Gartner research predicts the enterprise social software market will hit $769 million in 2011. The market is growing 15 percent a year and should top $1 billion through 2012.
The worldwide market for enterprise social software will top $769
million in 2011, up 15.7 percent from the $664 million spent in
2010, according to Gartner.
The 2010 total is up 15 percent from 2009's worldwide spend of $578 million,
the researcher stated in a Dec. 16 report. At the current
compound annual growth rate, ESS sales
should reach the $1 billion mark by the end of 2012, barring any recession.
Gartner's broad definition of ESS
includes blogs, wikis, communities, forums, RSS feeds, bookmarks and other
tools that help knowledge workers communicate, collaborate and break through
the many information silos erected in large businesses.
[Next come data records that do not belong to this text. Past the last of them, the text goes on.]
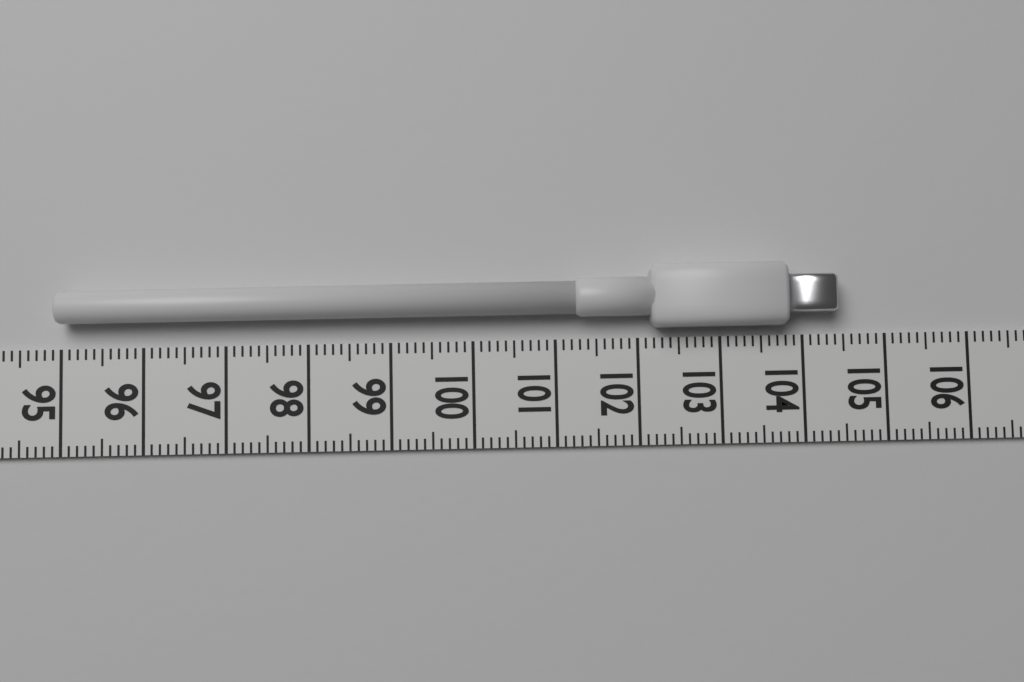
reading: 104.4 (no unit)
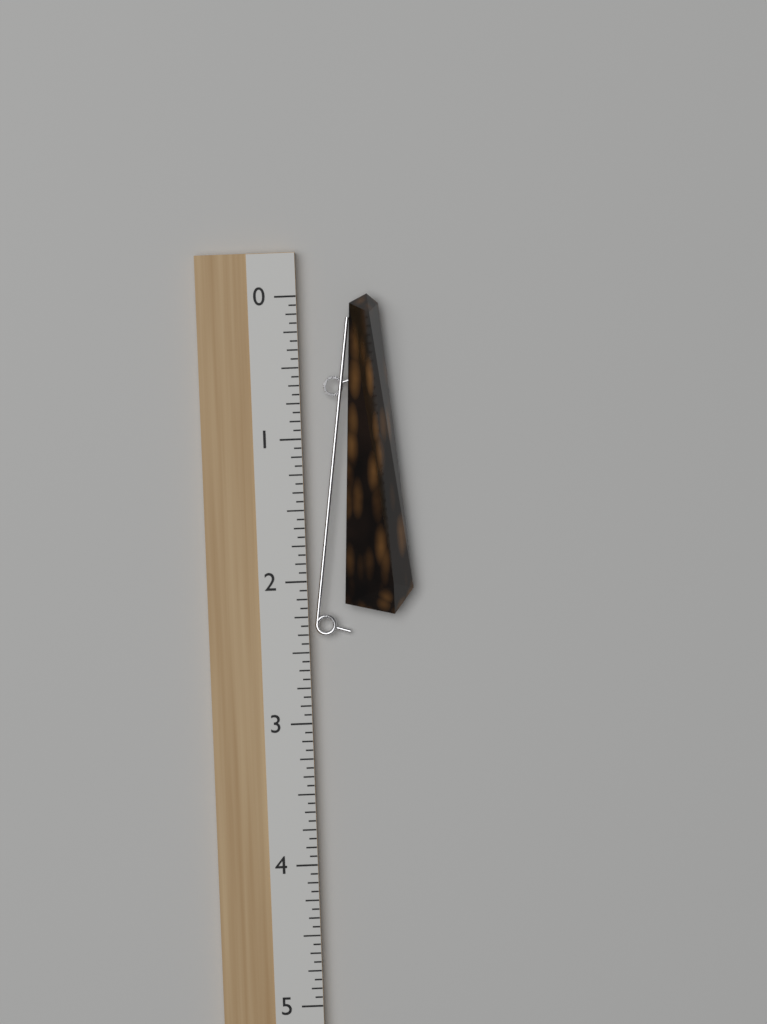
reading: 2.2500 (no unit)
These tools are often combined into applications for product reviews and
testing, brand marketing and community development, says Gartner analyst Tom
Eid.
One practical solution would include a sales worker opening up a private
wiki to invite colleagues to discuss how to target new clients via chat
sessions. This might also include documents and other content sharing.
Salesforce.com's Chatter solution, for instance, would help
with these goals.
Another example: A new hire at an enterprise is looking to consult with a
legal expert specializing in, say, corporate law. The hire could hop onto the
intranet and let coworkers know what type of help he or she is looking for.
IBM's Lotus Connections, the first of its kind to take root among
large enterprises, is well suited for such locating of expertise.
Eid said cloud or Web-based social software will continue to be key adoption
factors.
Of the more than 80 vendors that Gartner tracks for this marketplace, more
than 50 deliver ESS via
software-as-a-service implementations. Salesforce.com and IBM
are but two of the ESS providers Gartner
covers. Socialtext, Socialcast and Jive Software have added social analytics to
separate social signals from social media noise.
Good for cost-conscious companies, cloud-based and SaaS offerings "have
also opened up access to collaboration and social software technology to small
and midsize businesses that would not otherwise consider on-premises
deployments," Eid says.
Jive, perhaps the leader among independent ESS
providers, has added other tools to round out its portfolio. The company, which
received a fresh infusion of funding this year, Dec. 16
launched its Jive Apps SDK to let developers build on top
the existing Jive Engage Platform.
Even Microsoft has come on strong in ESS
in 2010, lending more punch to the relatively nascent space. Gartner
said the software giant has made significant improvements to
its business social software capabilities in SharePoint 2010.